Friday 14 June 2013

My investment strategies

I spread out my investment across different strategies at the moment, so that hopefully in the next 5 to 10 years, I will have first hand experience on which one works better. Another reason is that it is still scary to put all you money into one strategy (e.g. Permanent Portfolio as  the actions you do is really counter-intuitive/scary). However, there is one thing common among all the different strategies, and that is not to buy in heavily on the asset class which price has gone up significantly. This is much easier to put in action compared to selling and locking in profits after price has run up signifcantly.

The following is a brief description of what I am vested in:
1) Unit Trusts consisting of bonds and equities
2) Stocks, which contains REITS and STI ETF only at this moment
3) Modified Permanent Portfolio made up of US ETFs

Unit Trusts
My plan for this investment class is to use Mebane Faber Timing model as a guide to determine my buy-sell decision. As mentioned before, this investment class also contain "Short Term Bonds" which serves as alternative to my bank deposits. I'll try to allocate funds in excess of my 6-month salary into the "Short Term Bonds". They will also serve as opportunity funds to buy into equities when there is a crash.

Stocks
Have dabbled/speculate/invest a bit in these since University days. Don't really want invest heavily in individual stocks at current levels. Only actively buying 100-200 shares STI ETF about once a month over the past year. I prefer to wait for market crash (be it 5 years or 10 years) before investing significantly in it, for margin of safety.

Modified Permanent Portfolio
Ideal allocation:
25% US Equity (VTI)
25% World Stocks (VEU)
20% Gold (IAU)
30% 20+ year Treasury Bond (TLT)

I started this around Jun 2012, and initially I bought into the 4 different asset class every month. After a while, I realise this is not very effective, and hence decided to buy in only every 6 months. I last rebalanced in around April 2013, after which gold crashed. As of now, profits can be considered negligible since the Bonds and Gold asset class has negated the gains achieved by the equity classes. I'll have to wait till about October before rebalancing it again.

I will stress again that being diversified on different asset classes makes your overall portfolio less volatile, compared to say 100% invested in stocks. An indirect effect is that you will be affected less emotionally during large price swings, as your overall portfolio value will not swing as much. This will prevent you from making any rash decision. Investing after all shouldn't involve our emotion.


● **INSTRUCTIONS FOR THE TASK**: Please write out all the entries exactly, without the pictures.

● **GIVEN RECORDS**:
● ● ● ●

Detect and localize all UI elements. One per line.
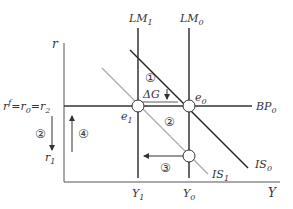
x-axis-label: Y (268, 186, 277, 200)
is-lm-bp-diagram: r Y BP0 IS1 IS0 LM1 LM0 ① ΔG ② ③ (0, 0, 293, 209)
e0-point (183, 100, 195, 112)
delta-g-label: ΔG (142, 88, 160, 101)
step1-marker: ① (145, 71, 156, 85)
bp0-label: BP0 (255, 100, 277, 115)
e1-label: e1 (121, 110, 133, 125)
y-axis-label: r (52, 37, 59, 51)
r1-label: r1 (45, 151, 55, 166)
lm1-label: LM1 (128, 12, 153, 27)
step2-axis-marker: ② (35, 127, 46, 141)
y0-label: Y0 (183, 187, 195, 202)
is1-label: IS1 (211, 168, 229, 183)
step2-curve-marker: ② (164, 115, 175, 129)
is0-label: IS0 (254, 158, 272, 173)
step3-marker: ③ (160, 161, 171, 175)
step4-marker: ④ (78, 127, 89, 141)
intermediate-point (183, 150, 195, 162)
equal-rates-label: rf=r0=r2 (3, 98, 50, 115)
y1-label: Y1 (132, 187, 144, 202)
e0-label: e0 (195, 91, 207, 106)
e1-point (132, 100, 144, 112)
lm0-label: LM0 (179, 12, 204, 27)
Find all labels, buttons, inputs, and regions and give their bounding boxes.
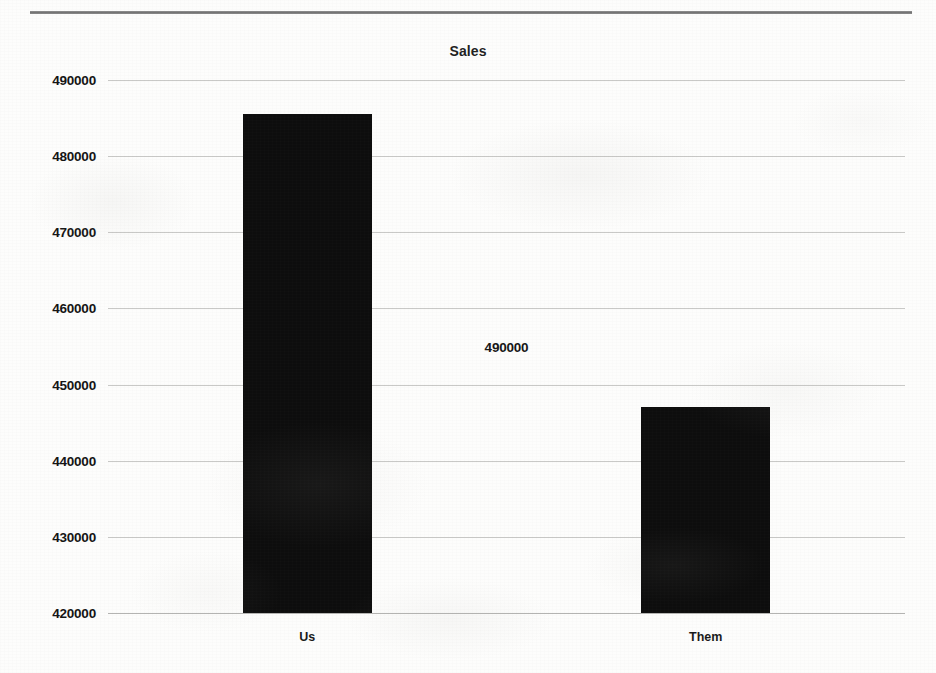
y-axis-tick-label: 450000 bbox=[52, 377, 96, 392]
y-axis-tick-label: 460000 bbox=[52, 301, 96, 316]
gridline bbox=[108, 613, 905, 614]
gridline bbox=[108, 308, 905, 309]
y-axis-tick-label: 440000 bbox=[52, 453, 96, 468]
gridline bbox=[108, 461, 905, 462]
chart-title: Sales bbox=[0, 43, 936, 59]
x-axis-tick-label: Us bbox=[299, 630, 315, 644]
y-axis-tick-label: 430000 bbox=[52, 529, 96, 544]
y-axis-tick-label: 480000 bbox=[52, 149, 96, 164]
y-axis-tick-label: 470000 bbox=[52, 225, 96, 240]
y-axis-tick-label: 490000 bbox=[52, 73, 96, 88]
bar-them[interactable] bbox=[641, 407, 770, 613]
bar-us[interactable] bbox=[243, 114, 372, 613]
gridline bbox=[108, 232, 905, 233]
y-axis-tick-label: 420000 bbox=[52, 606, 96, 621]
x-axis-tick-label: Them bbox=[689, 630, 722, 644]
top-divider-rule bbox=[30, 11, 912, 14]
gridline bbox=[108, 385, 905, 386]
gridline bbox=[108, 537, 905, 538]
gridline bbox=[108, 156, 905, 157]
gridline bbox=[108, 80, 905, 81]
plot-area: 4900004800004700004600004500004400004300… bbox=[108, 80, 905, 613]
chart-page: Sales 4900004800004700004600004500004400… bbox=[0, 0, 936, 673]
chart-annotation-label: 490000 bbox=[485, 339, 529, 354]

● ● ● ●

● **SOLUTION**:
Detect and localize all UI elements. One per line.
x-axis-label: Y (268, 186, 277, 200)
is-lm-bp-diagram: r Y BP0 IS1 IS0 LM1 LM0 ① ΔG ② ③ (0, 0, 293, 209)
e0-point (183, 100, 195, 112)
delta-g-label: ΔG (142, 88, 160, 101)
step1-marker: ① (145, 71, 156, 85)
bp0-label: BP0 (255, 100, 277, 115)
e1-label: e1 (121, 110, 133, 125)
y-axis-label: r (52, 37, 59, 51)
r1-label: r1 (45, 151, 55, 166)
lm1-label: LM1 (128, 12, 153, 27)
step2-axis-marker: ② (35, 127, 46, 141)
y0-label: Y0 (183, 187, 195, 202)
is1-label: IS1 (211, 168, 229, 183)
step2-curve-marker: ② (164, 115, 175, 129)
is0-label: IS0 (254, 158, 272, 173)
step3-marker: ③ (160, 161, 171, 175)
step4-marker: ④ (78, 127, 89, 141)
intermediate-point (183, 150, 195, 162)
equal-rates-label: rf=r0=r2 (3, 98, 50, 115)
y1-label: Y1 (132, 187, 144, 202)
e0-label: e0 (195, 91, 207, 106)
e1-point (132, 100, 144, 112)
lm0-label: LM0 (179, 12, 204, 27)
Find all labels, buttons, inputs, and regions and give their bounding boxes.
y-axis-tick-label: 450000 bbox=[52, 377, 96, 392]
y-axis-tick-label: 460000 bbox=[52, 301, 96, 316]
gridline bbox=[108, 613, 905, 614]
gridline bbox=[108, 308, 905, 309]
y-axis-tick-label: 440000 bbox=[52, 453, 96, 468]
gridline bbox=[108, 461, 905, 462]
chart-title: Sales bbox=[0, 43, 936, 59]
x-axis-tick-label: Us bbox=[299, 630, 315, 644]
y-axis-tick-label: 430000 bbox=[52, 529, 96, 544]
y-axis-tick-label: 480000 bbox=[52, 149, 96, 164]
y-axis-tick-label: 470000 bbox=[52, 225, 96, 240]
y-axis-tick-label: 490000 bbox=[52, 73, 96, 88]
bar-them[interactable] bbox=[641, 407, 770, 613]
bar-us[interactable] bbox=[243, 114, 372, 613]
gridline bbox=[108, 232, 905, 233]
y-axis-tick-label: 420000 bbox=[52, 606, 96, 621]
x-axis-tick-label: Them bbox=[689, 630, 722, 644]
top-divider-rule bbox=[30, 11, 912, 14]
gridline bbox=[108, 385, 905, 386]
gridline bbox=[108, 537, 905, 538]
gridline bbox=[108, 156, 905, 157]
gridline bbox=[108, 80, 905, 81]
plot-area: 4900004800004700004600004500004400004300… bbox=[108, 80, 905, 613]
chart-page: Sales 4900004800004700004600004500004400… bbox=[0, 0, 936, 673]
chart-annotation-label: 490000 bbox=[485, 339, 529, 354]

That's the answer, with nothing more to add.